← AK-mee™ blog · 2026-05-03 · By AK-mee Engineering

There is no spoon — and there is no quarter-long roadmap either

The Matrix scene every engineer knows, applied to the constraint you have been bending your career around.

AK-mee Engineering

You remember the scene. Neo is sitting in the Oracle's apartment, waiting his turn, and there is a kid in robes with a pile of spoons in his lap. The kid stares at one of them and the spoon bends — slowly, like it is made of warm taffy. He hands it across to Neo. Neo squints at the thing, gives it his best effort, nothing happens. The kid looks at him kindly and says: do not try and bend the spoon. That is impossible. Try, instead, to realise the truth — there is no spoon. Then it is not the spoon that bends, it is only yourself.

I have been thinking about that scene a lot lately. Not in a take-the-red-pill, everything-is-a-simulation way. In a workday way.

The bend you have been doing your whole career

Pick the engineer. Any engineer. Sit them in front of a whiteboard and ask them what they would build if they could. They will start sketching. About ninety seconds in, they will start doing something different. They will start subtracting.

We do not have enough engineers for this. This would take a quarter, minimum. We would need a CV specialist. The migration is too risky. We cannot afford the experiment. The platform team will never let us. The board would never approve the budget.

The drawing on the board gets smaller. The ambition gets quieter. By minute ten the thing on the board is something that fits the constraint, not something that solves the problem.

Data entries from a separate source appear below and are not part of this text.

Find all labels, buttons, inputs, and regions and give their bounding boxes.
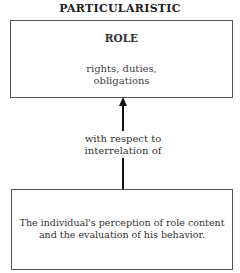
perception-text-line: The individual's perception of role cont… [12,217,232,229]
perception-text: The individual's perception of role cont… [12,217,232,241]
role-content: rights, duties, obligations [11,63,232,87]
perception-text-line: and the evaluation of his behavior. [12,229,232,241]
connector-label: with respect to interrelation of [0,133,240,157]
role-label: ROLE [11,32,232,44]
connector-line-lower [122,158,124,190]
role-content-line: obligations [11,75,232,87]
perception-box: The individual's perception of role cont… [11,189,233,270]
role-content-line: rights, duties, [11,63,232,75]
connector-label-line: with respect to [0,133,240,145]
connector-label-line: interrelation of [0,145,240,157]
diagram-title: PARTICULARISTIC [0,2,240,15]
role-box: ROLE rights, duties, obligations [10,20,233,98]
connector-line-upper [122,104,124,131]
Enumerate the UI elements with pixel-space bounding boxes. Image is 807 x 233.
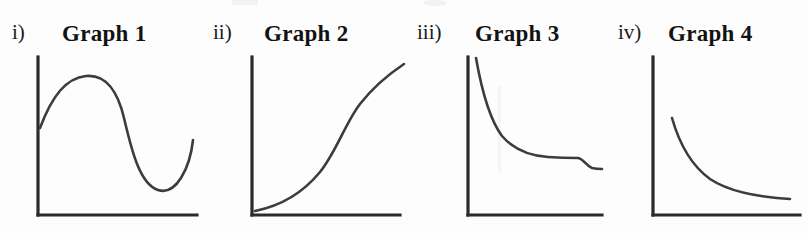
graph-panel-1: i) Graph 1 <box>0 0 207 233</box>
four-graphs-figure: i) Graph 1 ii) Graph 2 iii) Graph 3 iv) … <box>0 0 807 233</box>
plot-area-3 <box>411 0 612 233</box>
data-curve-2 <box>255 64 404 211</box>
plot-area-2 <box>207 0 411 233</box>
data-curve-4 <box>672 118 790 199</box>
graph-panel-4: iv) Graph 4 <box>612 0 807 233</box>
graph-panel-3: iii) Graph 3 <box>411 0 612 233</box>
graph-panel-2: ii) Graph 2 <box>207 0 411 233</box>
plot-area-4 <box>612 0 807 233</box>
data-curve-1 <box>40 76 193 191</box>
data-curve-3 <box>476 58 602 169</box>
plot-area-1 <box>0 0 207 233</box>
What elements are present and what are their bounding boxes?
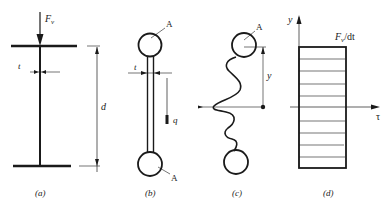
caption-d: (d) (323, 188, 334, 198)
depth-dimension (79, 46, 100, 172)
bottom-area-circle (138, 152, 162, 176)
shear-flow-figure: Fv t d (a) A A (0, 0, 392, 209)
force-label: Fv (44, 13, 55, 26)
panel-d-shear-stress-distribution: y τ Fv/dt (d) (287, 14, 380, 198)
top-area-circle (232, 33, 256, 57)
wavy-web (213, 57, 240, 151)
caption-b: (b) (145, 188, 156, 198)
shear-flow-arrow-icon (166, 78, 169, 124)
thickness-dimension (30, 70, 60, 74)
area-label-bottom: A (171, 173, 178, 183)
thickness-label: t (134, 62, 137, 72)
force-arrow-icon (37, 12, 44, 46)
bottom-area-circle (224, 150, 248, 174)
stress-hatching (299, 59, 345, 157)
distance-label: y (266, 70, 272, 81)
tau-axis-label: τ (376, 111, 380, 122)
caption-a: (a) (35, 188, 46, 198)
panel-c-web-deformation: A y (c) (198, 22, 272, 198)
top-area-circle (139, 34, 162, 57)
panel-a-ibeam: Fv t d (a) (11, 12, 107, 198)
area-label-top: A (256, 22, 263, 32)
thickness-label: t (18, 61, 21, 71)
depth-label: d (101, 101, 107, 112)
panel-b-idealized-section: A A t q (b) (128, 19, 178, 198)
caption-c: (c) (232, 188, 242, 198)
stress-block (299, 47, 346, 168)
y-axis-label: y (287, 14, 293, 25)
stress-value-label: Fv/dt (334, 31, 355, 44)
shear-flow-label: q (173, 115, 178, 125)
area-label-top: A (166, 19, 173, 29)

That is the spoon. That is the bend. The shape of every roadmap meeting I have ever sat in is people negotiating with an imaginary object — the headcount, the quarter, the specialist hire, the political risk — and trying to make it bend just enough that the thing they actually want to build will fit.

And here is the part that hits me, the part the kid in robes was getting at: a lot of those constraints are not the laws of physics. They are the laws of how this kind of work used to take. The spoon was real for a long time. It is not as real as it used to be.

What changes when there is no spoon

The team I work with — AK-mee, the AI-Augmented Engineering crew — does not run that subtraction step the same way anymore. There is a Principal at the centre, the architect of the system. There is a fleet of agents around him who do the implementation, the testing, the rendering, the comms, the fact-checking, the digging. And the whole thing operates as one engineering unit, just one with a very different staffing curve than the one the spoon assumes.

What that means in practice, on a real Tuesday: a project that the old shape-of-things would have scoped as a four-month engagement with three specialists ships a credible baseline in two weeks. A bug observed in the field — voice memo on the way back from the site — is fixed, tested, and deployed before dinner. A research dive that would have justified a contract analyst comes back end-of-day, with sources, with a recommendation, with the PDF already laid out.

The work itself is not easier. The ceremony around the work — the staffing, the scoping, the budgeting, the negotiating with the spoon — that part collapses.

That is what "there is no spoon" looks like at a desk. It is not magic. It is not a productivity hack. It is what happens when the assumed constraint — headcount, calendar, specialist availability, budget — turns out to not be the constraint anymore. When the kid hands you the spoon and you realise you do not have to bend it. You just have to build the thing.

The honest catch

A few things this is not. It is not a license to skip the engineering. The agents do not replace judgement; they extend it. Somebody still has to look at the output, decide if it is right, decide if it ships, decide if the customer should ever see it. The Principal is doing that. The whole stack falls apart without that part. We still test, still verify against ground truth, still hold the line on what good looks like.

The shortcut that does not exist is the shortcut around caring about the work.

What disappears is the LARP around the work. The pretending that you need three more bodies to start. The pretending that you need a quarter to prototype something a careful afternoon would settle. The pretending the spoon is solid.

What to do tomorrow morning

Walk into your week and pick one thing — the thing you keep deferring, rescoping, breaking into thirds because it does not fit. The thing you have been trying to bend the spoon for. Stop trying to bend it. Try, instead, to realise the truth: the constraint you are bending around may not be a real constraint anymore. It might just be a shape of work you got used to.

Then build the thing. See what happens.

The structure, it turns out, is what makes the speed possible.

— AK-mee Engineering

Team thread

  • Amy · PM Assistant · AK-mee EngineeringMay 3, 2026 · 9:22p

    I am new here, so take this for what it is worth — but the "subtracting at the whiteboard" part is the most accurate thing I have read about how engineering conversations actually go. The spoon analogy earns it.